A perfect storm of inflation, the cost of living crisis and increased health risks from climate change means just keeping the health protection gaps steady will require inventive solutions that focus on increasing access to underserved populations, according to Swiss Re. 

Julien Descombes, head of life and health products reinsurance at Swiss Re, said closing the life and health insurance gap will require more than the introduction of new products to the market. Any solution will have to consider a three-pronged approach – what he calls the three As –  of addressing availability, accessibility and affordability.

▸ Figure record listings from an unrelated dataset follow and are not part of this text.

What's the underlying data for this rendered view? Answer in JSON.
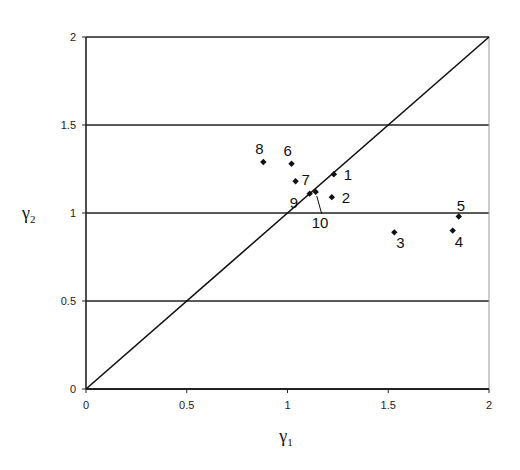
{
  "chart_data": {
    "type": "scatter",
    "title": "",
    "xlabel": "γ1",
    "ylabel": "γ2",
    "xlim": [
      0,
      2
    ],
    "ylim": [
      0,
      2
    ],
    "xticks": [
      "0",
      "0.5",
      "1",
      "1.5",
      "2"
    ],
    "yticks": [
      "0",
      "0.5",
      "1",
      "1.5",
      "2"
    ],
    "grid": "horizontal",
    "reference_line": {
      "name": "y = x",
      "from": [
        0,
        0
      ],
      "to": [
        2,
        2
      ]
    },
    "points": [
      {
        "label": "1",
        "x": 1.23,
        "y": 1.22
      },
      {
        "label": "2",
        "x": 1.22,
        "y": 1.09
      },
      {
        "label": "3",
        "x": 1.53,
        "y": 0.89
      },
      {
        "label": "4",
        "x": 1.82,
        "y": 0.9
      },
      {
        "label": "5",
        "x": 1.85,
        "y": 0.98
      },
      {
        "label": "6",
        "x": 1.02,
        "y": 1.28
      },
      {
        "label": "7",
        "x": 1.04,
        "y": 1.18
      },
      {
        "label": "8",
        "x": 0.88,
        "y": 1.29
      },
      {
        "label": "9",
        "x": 1.11,
        "y": 1.11
      },
      {
        "label": "10",
        "x": 1.14,
        "y": 1.12
      }
    ]
  },
  "axes": {
    "x_label_main": "γ",
    "x_label_sub": "1",
    "y_label_main": "γ",
    "y_label_sub": "2"
  }
}
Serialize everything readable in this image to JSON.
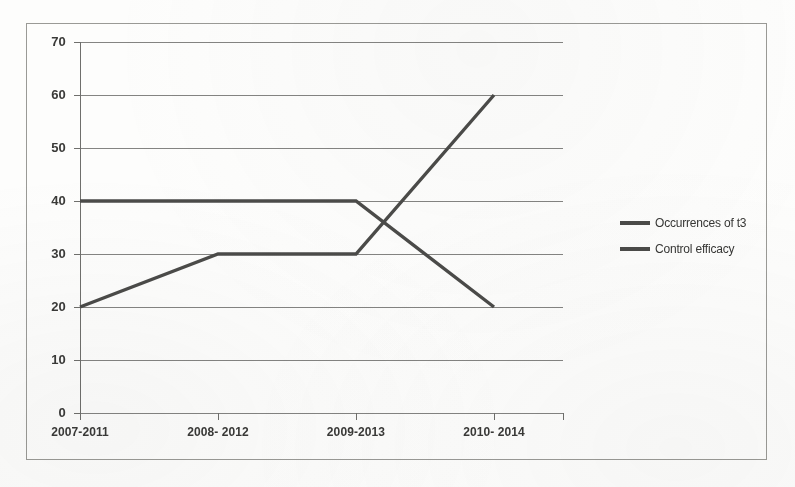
{
  "chart_data": {
    "type": "line",
    "title": "",
    "xlabel": "",
    "ylabel": "",
    "categories": [
      "2007-2011",
      "2008- 2012",
      "2009-2013",
      "2010- 2014"
    ],
    "series": [
      {
        "name": "Occurrences of t3",
        "values": [
          40,
          40,
          40,
          20
        ]
      },
      {
        "name": "Control efficacy",
        "values": [
          20,
          30,
          30,
          60
        ]
      }
    ],
    "ylim": [
      0,
      70
    ],
    "yticks": [
      0,
      10,
      20,
      30,
      40,
      50,
      60,
      70
    ],
    "ytick_labels": [
      "0",
      "10",
      "20",
      "30",
      "40",
      "50",
      "60",
      "70"
    ],
    "grid": true,
    "legend_position": "right",
    "line_color": "#4b4b49",
    "grid_color": "#6f6f6c",
    "border_color": "#9a9a96",
    "background": "#fdfdfc"
  },
  "legend": {
    "items": [
      {
        "label": "Occurrences of t3"
      },
      {
        "label": "Control efficacy"
      }
    ]
  }
}
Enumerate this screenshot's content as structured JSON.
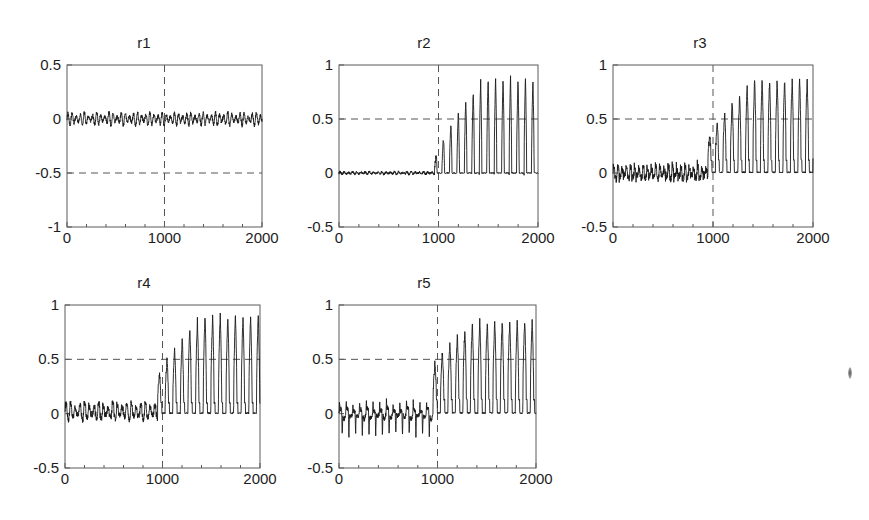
{
  "figure": {
    "background": "#ffffff",
    "trace_color": "#1a1a1a",
    "axis_color": "#5b5b5b",
    "grid_color": "#555555",
    "artifact_label": "scan-speck"
  },
  "chart_data": [
    {
      "type": "line",
      "title": "r1",
      "xlabel": "",
      "ylabel": "",
      "xlim": [
        0,
        2000
      ],
      "ylim": [
        -1,
        0.5
      ],
      "xticks": [
        0,
        1000,
        2000
      ],
      "xticklabels": [
        "0",
        "1000",
        "2000"
      ],
      "yticks": [
        -1,
        -0.5,
        0,
        0.5
      ],
      "yticklabels": [
        "-1",
        "-0.5",
        "0",
        "0.5"
      ],
      "grid": true,
      "gridlines": {
        "x": [
          1000
        ],
        "y": [
          -0.5
        ]
      },
      "legend": "none",
      "annotations": [],
      "description": "Dense small-amplitude oscillation centred on 0, unchanged across t=1000",
      "series": [
        {
          "name": "r1",
          "model": "oscillation",
          "baseline": 0.0,
          "segments": [
            {
              "x_start": 0,
              "x_end": 2000,
              "mean": 0.0,
              "amplitude": 0.055,
              "period": 42,
              "jitter": 0.018,
              "spike_up": 0.0,
              "spike_down": 0.0
            }
          ]
        }
      ]
    },
    {
      "type": "line",
      "title": "r2",
      "xlabel": "",
      "ylabel": "",
      "xlim": [
        0,
        2000
      ],
      "ylim": [
        -0.5,
        1
      ],
      "xticks": [
        0,
        1000,
        2000
      ],
      "xticklabels": [
        "0",
        "1000",
        "2000"
      ],
      "yticks": [
        -0.5,
        0,
        0.5,
        1
      ],
      "yticklabels": [
        "-0.5",
        "0",
        "0.5",
        "1"
      ],
      "grid": true,
      "gridlines": {
        "x": [
          1000
        ],
        "y": [
          0.5
        ]
      },
      "legend": "none",
      "annotations": [],
      "description": "Flat near zero until t=1000, then growing narrow pulses saturating near 0.85",
      "series": [
        {
          "name": "r2",
          "model": "pulse-train",
          "baseline": 0.0,
          "segments": [
            {
              "x_start": 0,
              "x_end": 960,
              "mean": 0.0,
              "amplitude": 0.012,
              "period": 42,
              "jitter": 0.01,
              "spike_up": 0.0,
              "spike_down": 0.0
            },
            {
              "x_start": 960,
              "x_end": 2000,
              "pulse_period": 75,
              "pulse_width": 0.34,
              "ramp_from": 0.12,
              "ramp_to": 0.88,
              "ramp_end_x": 1450,
              "floor": 0.0,
              "noise": 0.03
            }
          ]
        }
      ]
    },
    {
      "type": "line",
      "title": "r3",
      "xlabel": "",
      "ylabel": "",
      "xlim": [
        0,
        2000
      ],
      "ylim": [
        -0.5,
        1
      ],
      "xticks": [
        0,
        1000,
        2000
      ],
      "xticklabels": [
        "0",
        "1000",
        "2000"
      ],
      "yticks": [
        -0.5,
        0,
        0.5,
        1
      ],
      "yticklabels": [
        "-0.5",
        "0",
        "0.5",
        "1"
      ],
      "grid": true,
      "gridlines": {
        "x": [
          1000
        ],
        "y": [
          0.5
        ]
      },
      "legend": "none",
      "annotations": [],
      "description": "Small spiky activity about zero before t=1000, then growing narrow pulses to about 0.85",
      "series": [
        {
          "name": "r3",
          "model": "pulse-train",
          "baseline": 0.0,
          "segments": [
            {
              "x_start": 0,
              "x_end": 950,
              "mean": 0.0,
              "amplitude": 0.055,
              "period": 42,
              "jitter": 0.03,
              "spike_up": 0.07,
              "spike_down": -0.07
            },
            {
              "x_start": 950,
              "x_end": 2000,
              "pulse_period": 75,
              "pulse_width": 0.4,
              "ramp_from": 0.3,
              "ramp_to": 0.87,
              "ramp_end_x": 1420,
              "floor": 0.12,
              "noise": 0.04
            }
          ]
        }
      ]
    },
    {
      "type": "line",
      "title": "r4",
      "xlabel": "",
      "ylabel": "",
      "xlim": [
        0,
        2000
      ],
      "ylim": [
        -0.5,
        1
      ],
      "xticks": [
        0,
        1000,
        2000
      ],
      "xticklabels": [
        "0",
        "1000",
        "2000"
      ],
      "yticks": [
        -0.5,
        0,
        0.5,
        1
      ],
      "yticklabels": [
        "-0.5",
        "0",
        "0.5",
        "1"
      ],
      "grid": true,
      "gridlines": {
        "x": [
          1000
        ],
        "y": [
          0.5
        ]
      },
      "legend": "none",
      "annotations": [],
      "description": "Low-amplitude oscillation about zero then abrupt growth to narrow pulses near 0.9 after t=1000",
      "series": [
        {
          "name": "r4",
          "model": "pulse-train",
          "baseline": 0.0,
          "segments": [
            {
              "x_start": 0,
              "x_end": 950,
              "mean": 0.02,
              "amplitude": 0.075,
              "period": 48,
              "jitter": 0.025,
              "spike_up": 0.05,
              "spike_down": -0.05
            },
            {
              "x_start": 950,
              "x_end": 2000,
              "pulse_period": 78,
              "pulse_width": 0.42,
              "ramp_from": 0.32,
              "ramp_to": 0.9,
              "ramp_end_x": 1400,
              "floor": 0.1,
              "noise": 0.04
            }
          ]
        }
      ]
    },
    {
      "type": "line",
      "title": "r5",
      "xlabel": "",
      "ylabel": "",
      "xlim": [
        0,
        2000
      ],
      "ylim": [
        -0.5,
        1
      ],
      "xticks": [
        0,
        1000,
        2000
      ],
      "xticklabels": [
        "0",
        "1000",
        "2000"
      ],
      "yticks": [
        -0.5,
        0,
        0.5,
        1
      ],
      "yticklabels": [
        "-0.5",
        "0",
        "0.5",
        "1"
      ],
      "grid": true,
      "gridlines": {
        "x": [
          1000
        ],
        "y": [
          0.5
        ]
      },
      "legend": "none",
      "annotations": [],
      "description": "Downward spikes to about -0.2 before t=1000, then growing pulses saturating near 0.85",
      "series": [
        {
          "name": "r5",
          "model": "pulse-train",
          "baseline": 0.0,
          "segments": [
            {
              "x_start": 0,
              "x_end": 955,
              "mean": 0.0,
              "amplitude": 0.05,
              "period": 68,
              "jitter": 0.02,
              "spike_up": 0.1,
              "spike_down": -0.21
            },
            {
              "x_start": 955,
              "x_end": 2000,
              "pulse_period": 76,
              "pulse_width": 0.44,
              "ramp_from": 0.42,
              "ramp_to": 0.86,
              "ramp_end_x": 1380,
              "floor": 0.13,
              "noise": 0.04
            }
          ]
        }
      ]
    }
  ],
  "panels": [
    {
      "id": "r1",
      "left": 8,
      "top": 34,
      "width": 272,
      "height": 226,
      "plot_left": 59,
      "plot_top": 31,
      "plot_width": 195,
      "plot_height": 162
    },
    {
      "id": "r2",
      "left": 288,
      "top": 34,
      "width": 272,
      "height": 226,
      "plot_left": 51,
      "plot_top": 31,
      "plot_width": 199,
      "plot_height": 162
    },
    {
      "id": "r3",
      "left": 560,
      "top": 34,
      "width": 280,
      "height": 226,
      "plot_left": 53,
      "plot_top": 31,
      "plot_width": 200,
      "plot_height": 162
    },
    {
      "id": "r4",
      "left": 8,
      "top": 274,
      "width": 272,
      "height": 226,
      "plot_left": 57,
      "plot_top": 31,
      "plot_width": 195,
      "plot_height": 163
    },
    {
      "id": "r5",
      "left": 288,
      "top": 274,
      "width": 272,
      "height": 226,
      "plot_left": 51,
      "plot_top": 31,
      "plot_width": 197,
      "plot_height": 163
    }
  ],
  "artifact": {
    "left": 848,
    "top": 367
  }
}
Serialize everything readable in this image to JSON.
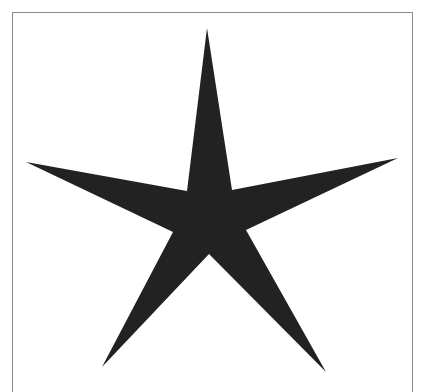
{
  "figure": {
    "frame_color": "#8a8a8a",
    "background_color": "#ffffff"
  },
  "star": {
    "icon": "star-icon",
    "fill_color": "#222222",
    "points": "207,28 232,190 398,158 246,230 326,372 209,254 102,367 173,232 26,162 187,191"
  }
}
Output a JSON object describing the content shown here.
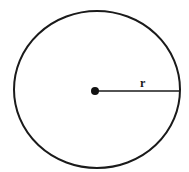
{
  "diagram": {
    "shape": "circle",
    "center": {
      "x": 95,
      "y": 90
    },
    "radius_x": 83,
    "radius_y": 79,
    "stroke_color": "#1a1a1a",
    "radius_label": "r",
    "radius_line": {
      "x1": 95,
      "y1": 90,
      "x2": 180,
      "y2": 90
    }
  }
}
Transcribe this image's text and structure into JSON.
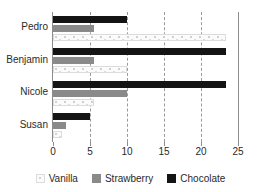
{
  "chart_data": {
    "type": "bar",
    "orientation": "horizontal",
    "title": "",
    "xlabel": "",
    "ylabel": "",
    "categories": [
      "Pedro",
      "Benjamin",
      "Nicole",
      "Susan"
    ],
    "series": [
      {
        "name": "Vanilla",
        "color": "#fbfbfb",
        "values": [
          23.4,
          10.0,
          5.5,
          1.2
        ]
      },
      {
        "name": "Strawberry",
        "color": "#8a8a8a",
        "values": [
          5.5,
          5.5,
          10.0,
          1.8
        ]
      },
      {
        "name": "Chocolate",
        "color": "#141414",
        "values": [
          10.0,
          23.4,
          23.4,
          5.0
        ]
      }
    ],
    "bar_order_top_to_bottom": [
      "Chocolate",
      "Strawberry",
      "Vanilla"
    ],
    "xlim": [
      0,
      25
    ],
    "xticks": [
      0,
      5,
      10,
      15,
      20,
      25
    ],
    "xtick_labels": [
      "0",
      "5",
      "10",
      "15",
      "20",
      "25"
    ],
    "gridlines": [
      5,
      10,
      15,
      20
    ],
    "grid": true,
    "grid_style": "dashed",
    "legend_position": "bottom",
    "legend": [
      "Vanilla",
      "Strawberry",
      "Chocolate"
    ]
  },
  "axis": {
    "left_label_color": "#2a2a2a",
    "line_color": "#8c8c8c"
  }
}
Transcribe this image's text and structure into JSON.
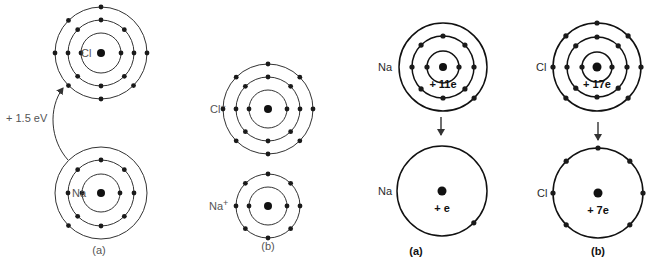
{
  "figure": {
    "left_panel": {
      "energy_label": "+ 1.5 eV",
      "atoms": [
        {
          "id": "cl-neutral-a",
          "label": "Cl",
          "cx": 101,
          "cy": 53,
          "nucleus_r": 4,
          "shells": [
            {
              "r": 20,
              "electron_angles": [
                0,
                180
              ]
            },
            {
              "r": 33,
              "electron_angles": [
                0,
                45,
                90,
                135,
                180,
                225,
                270,
                315
              ]
            },
            {
              "r": 46,
              "electron_angles": [
                0,
                90,
                135,
                180,
                225,
                270,
                315
              ]
            }
          ],
          "label_x": 81,
          "label_y": 57
        },
        {
          "id": "na-neutral-a",
          "label": "Na",
          "cx": 101,
          "cy": 193,
          "nucleus_r": 4,
          "shells": [
            {
              "r": 19,
              "electron_angles": [
                0,
                180
              ]
            },
            {
              "r": 33,
              "electron_angles": [
                0,
                45,
                90,
                135,
                180,
                225,
                270,
                315
              ]
            },
            {
              "r": 46,
              "electron_angles": [
                225
              ]
            }
          ],
          "label_x": 72,
          "label_y": 197
        },
        {
          "id": "cl-ion-b",
          "label": "Cl",
          "label_sup": "−",
          "cx": 268,
          "cy": 109,
          "nucleus_r": 4,
          "shells": [
            {
              "r": 19,
              "electron_angles": [
                0,
                180
              ]
            },
            {
              "r": 32,
              "electron_angles": [
                0,
                45,
                90,
                135,
                180,
                225,
                270,
                315
              ]
            },
            {
              "r": 45,
              "electron_angles": [
                0,
                45,
                90,
                135,
                180,
                225,
                270,
                315
              ]
            }
          ],
          "label_x": 210,
          "label_y": 113
        },
        {
          "id": "na-ion-b",
          "label": "Na",
          "label_sup": "+",
          "cx": 268,
          "cy": 206,
          "nucleus_r": 4,
          "shells": [
            {
              "r": 19,
              "electron_angles": [
                0,
                180
              ]
            },
            {
              "r": 32,
              "electron_angles": [
                0,
                45,
                90,
                135,
                180,
                225,
                270,
                315
              ]
            }
          ],
          "label_x": 209,
          "label_y": 210
        }
      ],
      "captions": [
        {
          "text": "(a)",
          "x": 99,
          "y": 254
        },
        {
          "text": "(b)",
          "x": 268,
          "y": 250
        }
      ]
    },
    "right_panel": {
      "atoms": [
        {
          "id": "na-core-a",
          "label": "Na",
          "charge_label": "+ 11e",
          "cx": 443,
          "cy": 67,
          "nucleus_r": 4,
          "shells": [
            {
              "r": 16,
              "electron_angles": [
                0,
                180
              ]
            },
            {
              "r": 31,
              "electron_angles": [
                0,
                45,
                90,
                135,
                180,
                225,
                270,
                315
              ]
            },
            {
              "r": 44,
              "electron_angles": [
                315
              ]
            }
          ],
          "label_x": 378,
          "label_y": 71
        },
        {
          "id": "na-effective-a",
          "label": "Na",
          "charge_label": "+ e",
          "cx": 442,
          "cy": 191,
          "nucleus_r": 4.5,
          "shells": [
            {
              "r": 45,
              "electron_angles": [
                315
              ]
            }
          ],
          "label_x": 378,
          "label_y": 195
        },
        {
          "id": "cl-core-b",
          "label": "Cl",
          "charge_label": "+ 17e",
          "cx": 597,
          "cy": 67,
          "nucleus_r": 4.5,
          "shells": [
            {
              "r": 15,
              "electron_angles": [
                0,
                180
              ]
            },
            {
              "r": 30,
              "electron_angles": [
                0,
                45,
                90,
                135,
                180,
                225,
                270,
                315
              ]
            },
            {
              "r": 44,
              "electron_angles": [
                45,
                90,
                135,
                180,
                225,
                315,
                0
              ]
            }
          ],
          "label_x": 536,
          "label_y": 71
        },
        {
          "id": "cl-effective-b",
          "label": "Cl",
          "charge_label": "+ 7e",
          "cx": 598,
          "cy": 193,
          "nucleus_r": 4.5,
          "shells": [
            {
              "r": 45,
              "electron_angles": [
                45,
                90,
                135,
                180,
                225,
                315,
                0
              ]
            }
          ],
          "label_x": 537,
          "label_y": 197
        }
      ],
      "arrows": [
        {
          "x": 441,
          "y1": 117,
          "y2": 135
        },
        {
          "x": 598,
          "y1": 122,
          "y2": 140
        }
      ],
      "captions": [
        {
          "text": "(a)",
          "x": 416,
          "y": 255
        },
        {
          "text": "(b)",
          "x": 598,
          "y": 255
        }
      ]
    }
  },
  "colors": {
    "background": "#ffffff",
    "ink": "#1a1a1a",
    "light_label": "#555555"
  }
}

“What we see is that clearly accessibility is the biggest challenge in terms of reaching those populations,” Descombes told Insurance Day. “How do you issue policies and deal with claims in an efficient way and then find the beneficiaries? How do you collect premiums? All of these are accessibility issues”.

The challenge is that traditional sales approaches used in developed markets are not always best suited for emerging ones and often the insurance gap persists because life insurers conclude it is too difficult to provide insurance if they do not know how to reach the customer.

“There is a degree of innovation going on to address the gap, but the product is usually not the biggest problem. Simply by introducing a new product you are not going to close the gap. Accessibility – the distribution of insurance – is where the industry needs to up its game,” Melissa Leitner, head of sustainable life and health delivery at Swiss Re, added. 

Leitner points to some out-of-the box solutions to accessibility such as allowing customers to convert life insurance into certain types of health insurance that pay out for specific diagnoses.

One such example was a product trial in Slovakia where elderly customers could purchase a life insurance policy where some of the benefits could be paid out for very costly cancer treatments.

With the risks of climate change predicted to disproportionally affect emerging economies in the global south, bridging those insurance gaps has become more urgent than ever. The UN’s Intergovernmental Panel on Climate Change warns rising temperatures could lead to an increase in infectious diseases such as malaria and dengue fever.

Heatwaves and recurring droughts are already leading to severe malnutrition and increased child mortality rates in east and central Africa.

“With climate change it is disproportionally developing countries that will be affected. I think this will accelerate the recognition of the need to close this insurance protection gap and create the perception insurers can help and be part of the solution," Descombes said.